What to do in an emergency?
#16
I do nag from time to time but I don't want to seem to be bleating constantly. The thing is, national health care, free health care, is something people from the UK expect and value but people from other countries don't get worked up about; in most countries people expect healthcare to cost and evaluate physical repairs against, say, house repairs.
x
#17
Yes, indeed. Americans are quite used to holding benefit concerts and the like for their family members and friends who don't have medical insurance and who get injured. We witnessed that when we lived in Houston. The brother of a friend of ours, who was a tree surgeon, fell out of a tree, broke his back and became a paraplegic. Yup, that took quite a few fund raisers all right.
x
x
#18
#19
If that does not help to clarify dbd33's point for you, you are not alone.

x
#20
Yes, the owner of the pub on the corner of our street in Toronto was from London, when he fell down the stairs he stayed here and paid cash for repairs to his broken bones as, after a decade or so in Canada, he was no longer eligible for the NHS. There was a benefit concert to help him with the bills.

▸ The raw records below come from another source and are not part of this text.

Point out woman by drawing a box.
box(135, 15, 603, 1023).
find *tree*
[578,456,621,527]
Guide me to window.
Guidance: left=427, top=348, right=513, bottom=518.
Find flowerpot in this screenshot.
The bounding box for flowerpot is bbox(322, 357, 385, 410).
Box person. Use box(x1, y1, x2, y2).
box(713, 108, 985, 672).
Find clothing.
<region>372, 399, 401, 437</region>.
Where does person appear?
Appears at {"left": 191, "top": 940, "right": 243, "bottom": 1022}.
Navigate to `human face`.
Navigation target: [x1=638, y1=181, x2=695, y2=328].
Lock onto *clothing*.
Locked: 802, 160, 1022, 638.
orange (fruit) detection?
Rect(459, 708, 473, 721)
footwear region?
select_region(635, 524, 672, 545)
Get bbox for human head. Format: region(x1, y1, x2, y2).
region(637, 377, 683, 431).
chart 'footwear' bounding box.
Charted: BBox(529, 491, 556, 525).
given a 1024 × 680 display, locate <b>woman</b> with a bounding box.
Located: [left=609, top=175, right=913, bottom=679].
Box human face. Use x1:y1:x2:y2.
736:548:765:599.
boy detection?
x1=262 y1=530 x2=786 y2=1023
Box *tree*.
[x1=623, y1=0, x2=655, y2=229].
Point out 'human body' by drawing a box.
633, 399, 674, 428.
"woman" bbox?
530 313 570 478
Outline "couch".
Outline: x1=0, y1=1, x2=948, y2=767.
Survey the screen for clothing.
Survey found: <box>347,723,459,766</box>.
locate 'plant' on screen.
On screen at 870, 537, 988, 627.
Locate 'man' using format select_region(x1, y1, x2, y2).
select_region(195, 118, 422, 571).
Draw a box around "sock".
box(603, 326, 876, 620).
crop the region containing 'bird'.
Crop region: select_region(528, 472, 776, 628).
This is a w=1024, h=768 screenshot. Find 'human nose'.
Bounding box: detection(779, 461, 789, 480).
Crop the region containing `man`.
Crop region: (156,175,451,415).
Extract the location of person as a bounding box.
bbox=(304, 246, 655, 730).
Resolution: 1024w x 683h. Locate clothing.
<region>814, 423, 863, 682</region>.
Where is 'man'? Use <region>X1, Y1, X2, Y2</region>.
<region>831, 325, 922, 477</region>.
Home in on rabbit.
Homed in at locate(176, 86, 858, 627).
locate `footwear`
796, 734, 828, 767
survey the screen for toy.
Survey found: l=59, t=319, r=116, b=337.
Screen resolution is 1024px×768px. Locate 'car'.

Similarly, when my brother fell off a roof in rural Ontario while doing some masonry work, he paid for the treatment by selling his van.
With regard to the OH, I just meant that sending her home would relieve me of the bill. Ironically I think she'd likely get free repairs in the US as her stepfather is a doctor in a VA hospital; immediate family are honorary veterans or something. Still, it'd be better if she'd register for OHIP as travelling with broken bits could be quite inconvenient.